Shitty Movie Sundays: Driving Force, or, Dance of the Tow Trucks

Regular readers of Shitty Movie Sundays will know that there is something of a cottage industry in Mad Max ripoffs. Mostly, these flicks aren’t ripping off the first Mad Max film, but the second, where filmmaker George Miller refined the look and feel of his post-apocalyptic vision. Driving Force, from 1989, is a Mad Max ripoff, but it hews closer to the original film, which was dystopian rather than post-apocalyptic, and throws in a little of Peter Weir’s The Cars That Ate Paris for good measure.

It’s sometime in the near future. The United States hasn’t collapsed, but it does appear to be on its last legs. The middle class is gone, with society divided between the rich few and the many poor. Picture in one’s head a third world country, and one gets an idea of this film’s setting.

Steve (Sam J. Jones) is an engineer who has been out of work for a long time due to the economy. He’s desperate for work, otherwise his dead girlfriend’s parents are going to get custody of their daughter, Becky (Stephanie Mason). Out of desperation, Steve takes a day job driving a wrecker. The terms of employment are simple. Bring a wreck a day back to the shop, or look for another job.

Driving tow trucks is a tough gig in the future. There aren’t enough accidents to go around, so it’s up to the drivers to create them. Steve’s rivals from another garage are a cartoonish trio of baddies. There are Surf (b-movie regular Robert Marius) and Pool (martial artist and future fitness guru Billy Blanks), but it’s their snake eyed leader, Nelson (Don Swayze), who steals the show. That’s not because he’s a better actor than the other two, or Jones, for that matter. It’s because Swayze goes after the role with gusto, playing Nelson as a stereotypical Driving Force movie posterdirty long-haired beer-swilling hilljack. It’s like Swayze is showing John Irvin what he missed out on when Liam Neeson was cast in Next of Kin instead of him. (Side note: how glorious would it have been to see the brothers Swayze team up in a stupid action flick? Alas, like all dreams, it’s mere vapor.)

Oh, there’s a love interest, too. After Steve gets his butt kicked by Nelson and company on his first towing run, he meets Harry (Catherine Bach), named so because her daddy wanted a boy. She’s part of the upper crust in this film’s world, but is wooed by Steve’s razor sharp jawline and sense of humor. She becomes central in helping Steve in his custody battle with Becky’s grandparents, and she also ends up in Nelson’s crosshairs.

There is quite a lot of plot in this silly movie, what with the rival towing businesses and the extensive custody battle. But, that’s not all. Nelson has cancer! Instead of making him look inward, Nelson lashes out, vowing to take those he hates with him into the ether.

All these soap opera plot machinations don’t fit the film that well. At heart, this is a Mad Max ripoff, after all. Director Andrew Prowse, working from a screenplay by Patrick Edgeworth (one of the writers of BMX Bandits), spent too much time on the side drama, to the detriment of the action. There are car chases and some explosions during the finale, but for the most part this is a pretty tame action flick. There are no serious fisticuffs, despite a genuine martial artist in the cast, and no gunplay at all. What we do have are a bunch of custom tow trucks battling it out on the road for supremacy. And, what trucks they are.

Driving Force was filmed in the Philippines. It was an ideal location for portraying the States after economic collapse. Not to pick on Manila too much, but it’s a tough-looking town. There also appears to have been slim pickings when it came to acquiring tow trucks for the movie. Instead of real wreckers, the trucks in this flick look like light pickup frames that have been stripped of their bodies and had some rusty steel tubes and sheet metal welded to them. There are structures on the back that resemble booms, but the way they bounce around during chase scenes betrays the fact they couldn’t hold up the weight of a car at all. In rare shots where the trucks are actually towing cars, they are hooked up to hitches connected to the frame. Watch the trailer and one will see what I’m describing.

I enjoyed watching this dog quite a bit. Yet, I couldn’t help feeling there was a much better film trapped in there, waiting to get out. The idea of rival tow truck gangs fighting over bloody accidents that they caused is far better than this movie’s execution. I would love to see similar material given a full on awfuckit treatment. We get too much Over the Top in Driving Force, and not enough Fury Road.

Driving Force still makes it into the top half of the Watchability Index, mostly due to Swayze. It lands at #211, displacing Bug. Check it out.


Return the lines below in which the string "this" occurs.

[Dataset listings of figures]
⁂
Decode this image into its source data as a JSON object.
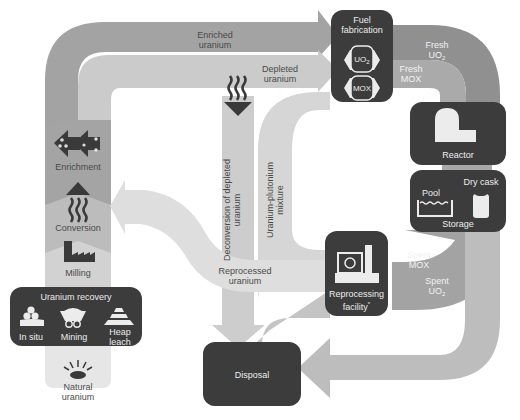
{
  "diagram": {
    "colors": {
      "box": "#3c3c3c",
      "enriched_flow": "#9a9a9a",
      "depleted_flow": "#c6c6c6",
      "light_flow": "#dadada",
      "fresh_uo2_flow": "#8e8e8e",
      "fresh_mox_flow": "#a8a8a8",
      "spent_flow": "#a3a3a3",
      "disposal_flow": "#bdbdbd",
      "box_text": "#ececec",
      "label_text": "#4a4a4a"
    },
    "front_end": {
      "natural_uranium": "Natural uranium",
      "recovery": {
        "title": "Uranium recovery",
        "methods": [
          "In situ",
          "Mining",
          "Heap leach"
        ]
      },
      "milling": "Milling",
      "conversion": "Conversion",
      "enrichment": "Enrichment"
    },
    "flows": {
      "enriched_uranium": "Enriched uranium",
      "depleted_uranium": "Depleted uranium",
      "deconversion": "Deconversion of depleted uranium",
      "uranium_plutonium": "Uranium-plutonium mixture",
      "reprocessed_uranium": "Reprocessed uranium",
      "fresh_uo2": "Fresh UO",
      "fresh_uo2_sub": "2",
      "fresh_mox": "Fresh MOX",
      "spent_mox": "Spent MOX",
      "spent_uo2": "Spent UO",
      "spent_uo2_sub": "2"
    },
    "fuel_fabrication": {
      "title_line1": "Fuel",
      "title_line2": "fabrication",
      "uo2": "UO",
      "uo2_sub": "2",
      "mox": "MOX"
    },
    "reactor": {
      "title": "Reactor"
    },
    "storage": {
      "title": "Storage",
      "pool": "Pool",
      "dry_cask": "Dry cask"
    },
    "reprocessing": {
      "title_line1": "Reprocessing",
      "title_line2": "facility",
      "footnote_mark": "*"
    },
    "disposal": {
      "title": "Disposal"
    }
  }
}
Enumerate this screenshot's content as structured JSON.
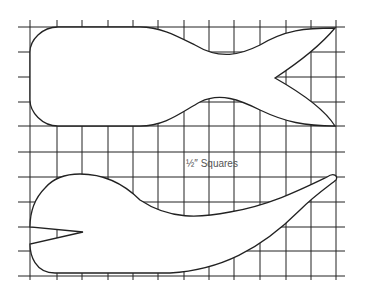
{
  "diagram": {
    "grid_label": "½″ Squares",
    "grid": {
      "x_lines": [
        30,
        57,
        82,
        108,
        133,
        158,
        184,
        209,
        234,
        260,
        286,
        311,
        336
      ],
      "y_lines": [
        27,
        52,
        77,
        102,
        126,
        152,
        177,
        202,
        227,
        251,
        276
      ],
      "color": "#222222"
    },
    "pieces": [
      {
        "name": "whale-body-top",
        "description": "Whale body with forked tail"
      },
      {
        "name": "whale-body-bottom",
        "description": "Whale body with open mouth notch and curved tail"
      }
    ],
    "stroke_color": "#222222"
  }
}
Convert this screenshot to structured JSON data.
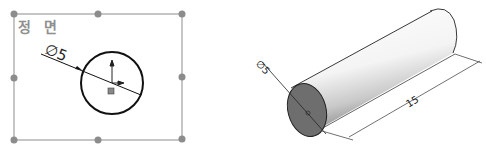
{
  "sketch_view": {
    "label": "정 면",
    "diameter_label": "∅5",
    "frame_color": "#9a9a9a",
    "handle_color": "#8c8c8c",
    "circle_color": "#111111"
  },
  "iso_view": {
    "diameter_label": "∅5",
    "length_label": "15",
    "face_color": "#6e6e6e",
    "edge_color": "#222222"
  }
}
⁂
> **FINAL ANSWER**
Decode this image into its source data as a JSON object.
Enumerate this screenshot's content as structured JSON.
Convert this screenshot to structured JSON data.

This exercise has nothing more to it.